I am having string:
str = "[[591, 184] , [741, 910] , [987,512], [2974, 174]]"
I want to convert this to an array:
arr = [[591, 184] , [741, 910] , [987,512], [2974, 174]]
How can i do this?
A JSON parser ought to work fine:
require "json"
str = "[[591, 184] , [741, 910] , [987,512], [2974, 174]]"
p JSON.parse(str)
# => [[591, 184], [741, 910], [987,512], [2974, 174]]
Try it on eval.in: https://eval.in/777054
One way to do this:
str = "[[591, 184] , [741, 910] , [987,512], [2974, 174]]"
reg = /(?<=\[)[\d,?\s?]+(?=\])/
str.scan(reg).map { |s| s.scan(/\d+/).map(&:to_i) }
#=> [[591, 184], [741, 910], [987, 512], [2974, 174]]
or taking a leaf out of @Jordan's book, but using YAML:
require 'yaml'
str = "[[591, 184] , [741, 910] , [987,512], [2974, 174]]"
YAML.load(str) #=> [[591, 184], [741, 910], [987, 512], [2974, 174]]
[\d,?\s?]+. In a character class question marks are taken literally, so this will match one or more digits, commas, question marks, or whitespace characters.I would split and scan in two steps.
str = "[[591, 184] , [741, 910] , [987,512], [2974, 174]]"
str.split(/\]\s*,\s*\[/).map { |s| s.scan(/\d+/).map(&:to_i) }
#=> [[591, 184], [741, 910], [987, 512], [2974, 174]]
Note that
str.split(/\]\s*,\s*\[/)
# => ["[[591, 184", "741, 910", "987,512", "2974, 174]]"]
You have to use "eval":
> str = "[[591, 184] , [741, 910] , [987,512], [2974, 174]]"
# => "[[591, 184] , [741, 910] , [987,512], [2974, 174]]"
> arr = eval str
# => [[591, 184], [741, 910], [987, 512], [2974, 174]]
eval is an absolute last resort. Since this data is valid JSON, Jordan has a better idea.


EXERCISE BRIEF —
Return all the entries below exactly, except for the images they hold.

(Items from a dataset)

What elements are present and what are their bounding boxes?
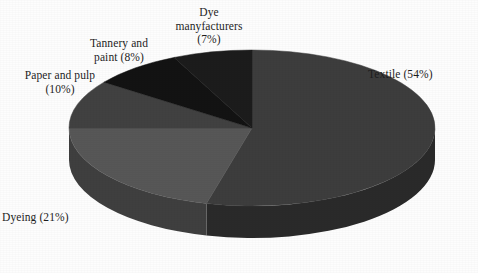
slice-label-dye-manyfacturers: Dye manyfacturers (7%) — [157, 6, 261, 47]
slice-label-paper-and-pulp: Paper and pulp (10%) — [4, 69, 116, 96]
slice-label-dyeing: Dyeing (21%) — [2, 211, 112, 225]
slice-label-textile: Textile (54%) — [368, 68, 476, 82]
pie-chart-figure: Textile (54%) Dyeing (21%) Paper and pul… — [0, 0, 478, 273]
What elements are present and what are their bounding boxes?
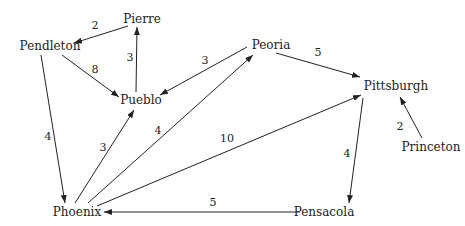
nodes-layer: PierrePendletonPuebloPeoriaPittsburghPri… [20,12,461,219]
node-phoenix: Phoenix [53,205,102,219]
edge-weight-pensacola-phoenix: 5 [210,196,217,209]
node-princeton: Princeton [402,140,461,154]
edge-pendleton-to-phoenix-arrow-icon [41,55,65,203]
edge-pittsburgh-to-pensacola-arrow-icon [349,98,363,203]
edge-weight-phoenix-pueblo: 3 [100,141,107,154]
node-pendleton: Pendleton [20,39,81,53]
edges-layer [41,26,422,212]
directed-graph-diagram: 2833543410245 PierrePendletonPuebloPeori… [0,0,465,226]
edge-pueblo-to-pierre-arrow-icon [136,27,137,92]
graph-canvas: 2833543410245 PierrePendletonPuebloPeori… [0,0,465,226]
node-pierre: Pierre [123,12,161,26]
edge-weight-peoria-pittsburgh: 5 [315,46,322,59]
node-pensacola: Pensacola [294,205,355,219]
node-pittsburgh: Pittsburgh [364,79,429,93]
edge-weight-pierre-pendleton: 2 [92,19,99,32]
edge-pierre-to-pendleton-arrow-icon [74,26,128,43]
edge-weight-pendleton-pueblo: 8 [92,63,99,76]
edge-weight-princeton-pittsburgh: 2 [397,120,404,133]
edge-weight-phoenix-pittsburgh: 10 [220,132,234,145]
edge-pendleton-to-pueblo-arrow-icon [62,55,119,97]
edge-weight-peoria-pueblo: 3 [202,54,209,67]
edge-phoenix-to-pittsburgh-arrow-icon [97,95,361,206]
edge-phoenix-to-pueblo-arrow-icon [75,110,134,203]
edge-weights-layer: 2833543410245 [45,19,404,209]
node-pueblo: Pueblo [120,93,162,107]
edge-phoenix-to-peoria-arrow-icon [88,55,253,203]
edge-weight-pendleton-phoenix: 4 [45,130,52,143]
edge-weight-phoenix-peoria: 4 [155,124,162,137]
node-peoria: Peoria [252,38,291,52]
edge-weight-pittsburgh-pensacola: 4 [344,147,351,160]
edge-weight-pueblo-pierre: 3 [127,51,134,64]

OUTPUT FOR THIS TASK —
What elements are present and what are their bounding boxes?
slice-label-dye-manyfacturers: Dye manyfacturers (7%) — [157, 6, 261, 47]
slice-label-paper-and-pulp: Paper and pulp (10%) — [4, 69, 116, 96]
slice-label-dyeing: Dyeing (21%) — [2, 211, 112, 225]
slice-label-textile: Textile (54%) — [368, 68, 476, 82]
pie-chart-figure: Textile (54%) Dyeing (21%) Paper and pul… — [0, 0, 478, 273]
What elements are present and what are their bounding boxes?
nodes-layer: PierrePendletonPuebloPeoriaPittsburghPri… [20,12,461,219]
node-phoenix: Phoenix [53,205,102,219]
edge-weight-pensacola-phoenix: 5 [210,196,217,209]
node-princeton: Princeton [402,140,461,154]
edge-pendleton-to-phoenix-arrow-icon [41,55,65,203]
edge-pittsburgh-to-pensacola-arrow-icon [349,98,363,203]
edge-weight-phoenix-pueblo: 3 [100,141,107,154]
node-pendleton: Pendleton [20,39,81,53]
edges-layer [41,26,422,212]
directed-graph-diagram: 2833543410245 PierrePendletonPuebloPeori… [0,0,465,226]
edge-pueblo-to-pierre-arrow-icon [136,27,137,92]
graph-canvas: 2833543410245 PierrePendletonPuebloPeori… [0,0,465,226]
node-pierre: Pierre [123,12,161,26]
edge-weight-peoria-pittsburgh: 5 [315,46,322,59]
node-pensacola: Pensacola [294,205,355,219]
node-pittsburgh: Pittsburgh [364,79,429,93]
edge-weight-pierre-pendleton: 2 [92,19,99,32]
edge-pierre-to-pendleton-arrow-icon [74,26,128,43]
edge-weight-pendleton-pueblo: 8 [92,63,99,76]
edge-weight-princeton-pittsburgh: 2 [397,120,404,133]
edge-weight-phoenix-pittsburgh: 10 [220,132,234,145]
edge-pendleton-to-pueblo-arrow-icon [62,55,119,97]
edge-weight-peoria-pueblo: 3 [202,54,209,67]
edge-phoenix-to-pittsburgh-arrow-icon [97,95,361,206]
edge-phoenix-to-pueblo-arrow-icon [75,110,134,203]
edge-weights-layer: 2833543410245 [45,19,404,209]
node-pueblo: Pueblo [120,93,162,107]
edge-phoenix-to-peoria-arrow-icon [88,55,253,203]
edge-weight-pendleton-phoenix: 4 [45,130,52,143]
edge-weight-phoenix-peoria: 4 [155,124,162,137]
node-peoria: Peoria [252,38,291,52]
edge-weight-pittsburgh-pensacola: 4 [344,147,351,160]
edge-weight-pueblo-pierre: 3 [127,51,134,64]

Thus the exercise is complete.